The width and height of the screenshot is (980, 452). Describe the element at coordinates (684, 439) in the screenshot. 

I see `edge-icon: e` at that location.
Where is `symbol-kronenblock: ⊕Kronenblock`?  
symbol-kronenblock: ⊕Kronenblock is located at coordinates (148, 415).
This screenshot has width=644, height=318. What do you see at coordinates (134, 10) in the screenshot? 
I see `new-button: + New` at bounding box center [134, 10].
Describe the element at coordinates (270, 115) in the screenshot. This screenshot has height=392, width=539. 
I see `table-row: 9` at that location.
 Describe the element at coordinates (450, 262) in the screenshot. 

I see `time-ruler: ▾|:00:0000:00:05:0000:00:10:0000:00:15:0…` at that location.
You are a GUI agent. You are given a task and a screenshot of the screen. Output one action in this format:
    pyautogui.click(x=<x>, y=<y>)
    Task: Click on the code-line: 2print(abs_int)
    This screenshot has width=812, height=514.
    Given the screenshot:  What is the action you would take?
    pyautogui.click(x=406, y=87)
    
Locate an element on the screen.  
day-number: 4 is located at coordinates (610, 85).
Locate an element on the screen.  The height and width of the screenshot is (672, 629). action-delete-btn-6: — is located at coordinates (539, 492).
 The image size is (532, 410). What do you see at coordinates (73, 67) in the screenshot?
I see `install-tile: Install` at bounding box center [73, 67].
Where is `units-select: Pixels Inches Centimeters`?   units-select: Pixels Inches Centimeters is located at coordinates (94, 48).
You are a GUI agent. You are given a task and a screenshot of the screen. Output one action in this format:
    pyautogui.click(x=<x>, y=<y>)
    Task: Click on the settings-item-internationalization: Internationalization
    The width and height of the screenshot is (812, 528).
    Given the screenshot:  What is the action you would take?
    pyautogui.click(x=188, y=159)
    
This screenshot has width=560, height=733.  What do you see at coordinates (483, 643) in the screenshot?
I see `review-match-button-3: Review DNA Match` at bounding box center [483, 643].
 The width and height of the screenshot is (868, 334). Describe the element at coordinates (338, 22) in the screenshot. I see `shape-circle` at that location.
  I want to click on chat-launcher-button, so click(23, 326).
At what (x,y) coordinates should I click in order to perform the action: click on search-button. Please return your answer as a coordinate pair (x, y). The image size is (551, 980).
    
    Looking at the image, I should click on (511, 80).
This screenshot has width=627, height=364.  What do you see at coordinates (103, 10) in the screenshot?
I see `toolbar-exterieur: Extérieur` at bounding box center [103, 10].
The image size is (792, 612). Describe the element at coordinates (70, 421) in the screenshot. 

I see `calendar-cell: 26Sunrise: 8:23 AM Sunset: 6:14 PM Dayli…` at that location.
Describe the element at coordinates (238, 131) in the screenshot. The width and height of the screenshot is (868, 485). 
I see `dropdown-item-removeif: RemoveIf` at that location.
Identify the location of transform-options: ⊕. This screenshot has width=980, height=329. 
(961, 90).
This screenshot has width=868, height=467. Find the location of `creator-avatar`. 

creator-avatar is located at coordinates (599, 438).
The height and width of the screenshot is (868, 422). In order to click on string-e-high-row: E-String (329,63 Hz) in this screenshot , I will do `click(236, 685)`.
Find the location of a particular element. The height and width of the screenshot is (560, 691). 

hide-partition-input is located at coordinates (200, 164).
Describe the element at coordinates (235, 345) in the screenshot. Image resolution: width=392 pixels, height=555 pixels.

#####

An exact copy of all the records is what is needed here.

> **Task output**
The width and height of the screenshot is (980, 452). Describe the element at coordinates (684, 439) in the screenshot. 

I see `edge-icon: e` at that location.
Where is `symbol-kronenblock: ⊕Kronenblock`?  
symbol-kronenblock: ⊕Kronenblock is located at coordinates (148, 415).
This screenshot has width=644, height=318. What do you see at coordinates (134, 10) in the screenshot? 
I see `new-button: + New` at bounding box center [134, 10].
Describe the element at coordinates (270, 115) in the screenshot. This screenshot has height=392, width=539. 
I see `table-row: 9` at that location.
 Describe the element at coordinates (450, 262) in the screenshot. 

I see `time-ruler: ▾|:00:0000:00:05:0000:00:10:0000:00:15:0…` at that location.
You are a GUI agent. You are given a task and a screenshot of the screen. Output one action in this format:
    pyautogui.click(x=<x>, y=<y>)
    Task: Click on the code-line: 2print(abs_int)
    This screenshot has width=812, height=514.
    Given the screenshot:  What is the action you would take?
    pyautogui.click(x=406, y=87)
    
Locate an element on the screen.  
day-number: 4 is located at coordinates (610, 85).
Locate an element on the screen.  The height and width of the screenshot is (672, 629). action-delete-btn-6: — is located at coordinates (539, 492).
 The image size is (532, 410). What do you see at coordinates (73, 67) in the screenshot?
I see `install-tile: Install` at bounding box center [73, 67].
Where is `units-select: Pixels Inches Centimeters`?   units-select: Pixels Inches Centimeters is located at coordinates (94, 48).
You are a GUI agent. You are given a task and a screenshot of the screen. Output one action in this format:
    pyautogui.click(x=<x>, y=<y>)
    Task: Click on the settings-item-internationalization: Internationalization
    The width and height of the screenshot is (812, 528).
    Given the screenshot:  What is the action you would take?
    pyautogui.click(x=188, y=159)
    
This screenshot has width=560, height=733.  What do you see at coordinates (483, 643) in the screenshot?
I see `review-match-button-3: Review DNA Match` at bounding box center [483, 643].
 The width and height of the screenshot is (868, 334). Describe the element at coordinates (338, 22) in the screenshot. I see `shape-circle` at that location.
  I want to click on chat-launcher-button, so click(23, 326).
At what (x,y) coordinates should I click in order to perform the action: click on search-button. Please return your answer as a coordinate pair (x, y). The image size is (551, 980).
    
    Looking at the image, I should click on (511, 80).
This screenshot has width=627, height=364.  What do you see at coordinates (103, 10) in the screenshot?
I see `toolbar-exterieur: Extérieur` at bounding box center [103, 10].
The image size is (792, 612). Describe the element at coordinates (70, 421) in the screenshot. 

I see `calendar-cell: 26Sunrise: 8:23 AM Sunset: 6:14 PM Dayli…` at that location.
Describe the element at coordinates (238, 131) in the screenshot. The width and height of the screenshot is (868, 485). 
I see `dropdown-item-removeif: RemoveIf` at that location.
Identify the location of transform-options: ⊕. This screenshot has width=980, height=329. 
(961, 90).
This screenshot has width=868, height=467. Find the location of `creator-avatar`. 

creator-avatar is located at coordinates (599, 438).
The height and width of the screenshot is (868, 422). In order to click on string-e-high-row: E-String (329,63 Hz) in this screenshot , I will do `click(236, 685)`.
Find the location of a particular element. The height and width of the screenshot is (560, 691). 

hide-partition-input is located at coordinates (200, 164).
Describe the element at coordinates (235, 345) in the screenshot. Image resolution: width=392 pixels, height=555 pixels.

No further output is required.